Here's what's required before any user can sign in:

  1. Configure Intune policies — device and access policies must be set up in Microsoft Intune
  2. Complete admin opt-in and attestation — required because Scout involves data flows outside Microsoft 365 (including GitHub-based inference)
  3. Ensure GitHub Copilot licensing — AI credit billing runs through GitHub Copilot, so eligible users must have appropriate licenses

    If prerequisites aren't met, users will hit sign-in failures. Prepare your helpdesk teams before any rollout.

 

Compliance and Data Considerations

This is where admin scrutiny is most important:

Question Answer
Does Microsoft Scout store new customer data? Yes — data paths exist outside Microsoft 365 (e.g. GitHub-based inference), requiring explicit admin attestation
Does Microsoft Scout introduce AI/agent capabilities over customer data? Yes — Scout can act proactively on behalf of users within organisational guardrails
Third-party integrations? Yes — GitHub Copilot is required for AI credit billing
What admin controls are available for managing Microsoft Scout? Microsoft Scout is gated through Intune, Frontier enrollment, and admin opt-in/attestation
Can users enable/disable Microsoft Scout? Users can install the app, but cannot use it without admin enablement

 

Bottom line: Before enabling Scout for any users, you should review the data and compliance implications with your security and compliance stakeholders.

 

Microsoft Scout Rollout Timeline

  • Frontier (Preview): Available now for enrolled customers on Windows and macOS
  • General Availability: No date confirmed yet — Microsoft will communicate broader rollout timing separately

This is early days, but given the admin impact rating is High, and the feature involves data flows outside Microsoft 365, early awareness is critical.

 

What Should You Do Now?

If you're enrolled in Frontier:

  • Review the Microsoft Scout documentation on Microsoft Learn
  • Evaluate whether your Intune and identity policies are ready
  • Engage security and compliance stakeholders before enabling
  • Brief your helpdesk on sign-in prerequisites to pre-empt support tickets

If you're not enrolled in Frontier:

  • Watch this space — GA is coming
  • Start thinking about your governance posture: how do you want to handle always-on agentic AI in your environment?
  • Review GitHub Copilot licensing requirements for your user base

 

The Bigger Picture

Microsoft Scout isn't just a new feature; it's the first signal of where Microsoft is taking AI in the enterprise.
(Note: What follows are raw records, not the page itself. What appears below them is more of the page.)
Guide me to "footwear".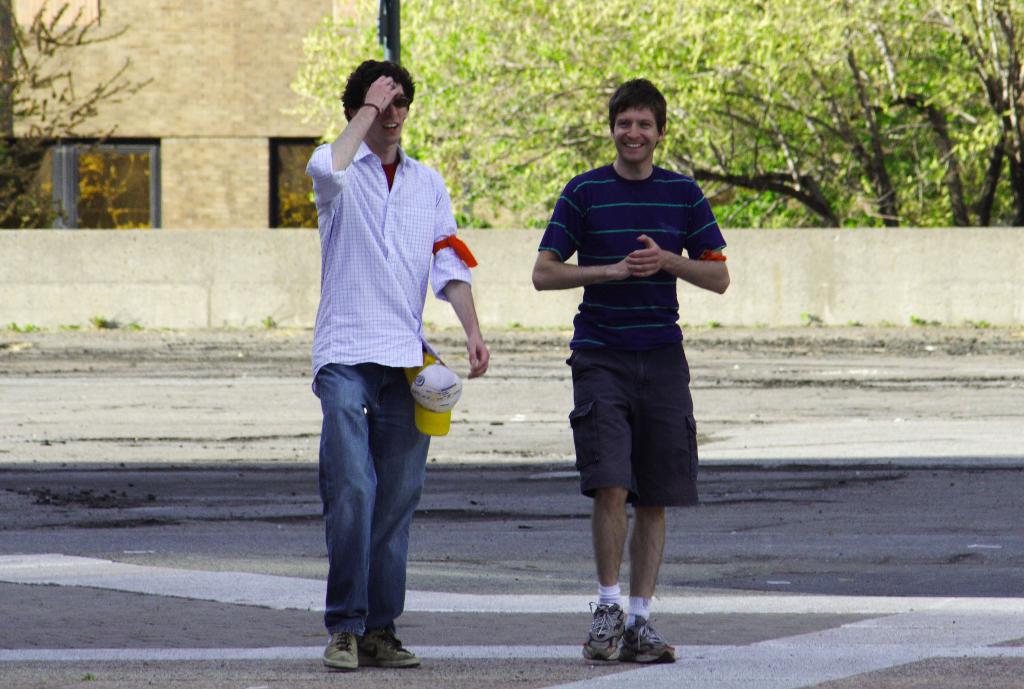
Guidance: [324,628,362,669].
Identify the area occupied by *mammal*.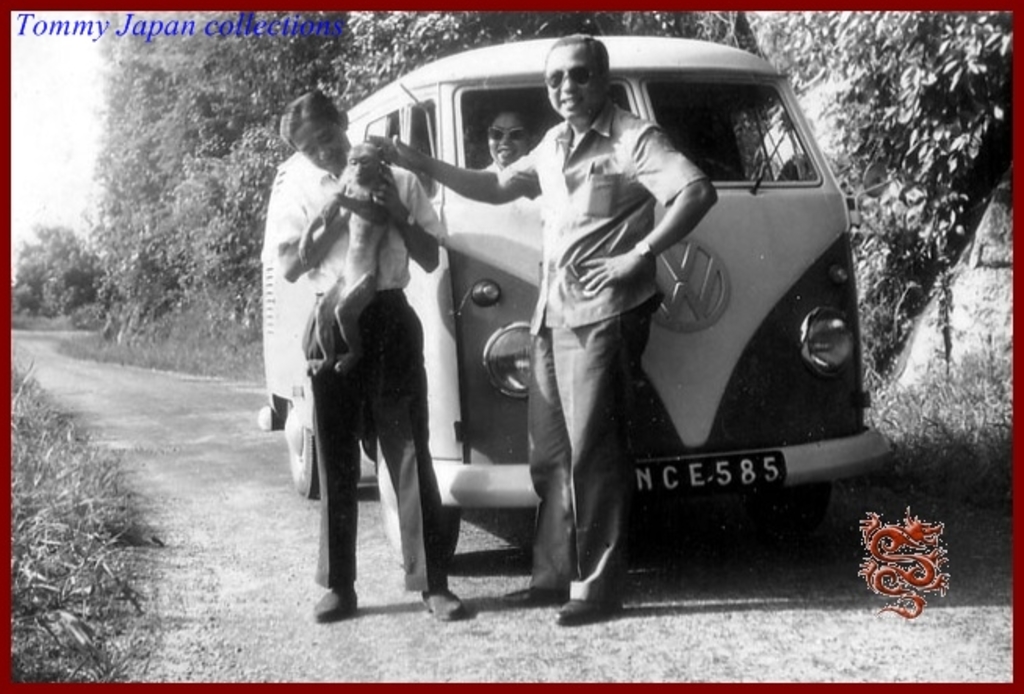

Autopilots represent a shift from AI as a tool you use, to AI as an actor that works for you, continuously.

For IT admins, that shift brings both opportunity and responsibility. The governance frameworks you put in place now around identity, data flows, and agentic AI policies will matter far more as this category matures.

 

Key Links

MC1332811 | Added to Microsoft Message Center: 2 June 2026 | Admin Impact: High | User Impact: Medium

Want to stay on top of changes like this automatically? ChangePilot monitors the Microsoft 365 Message Center and Roadmap so your team never misses a high-impact update.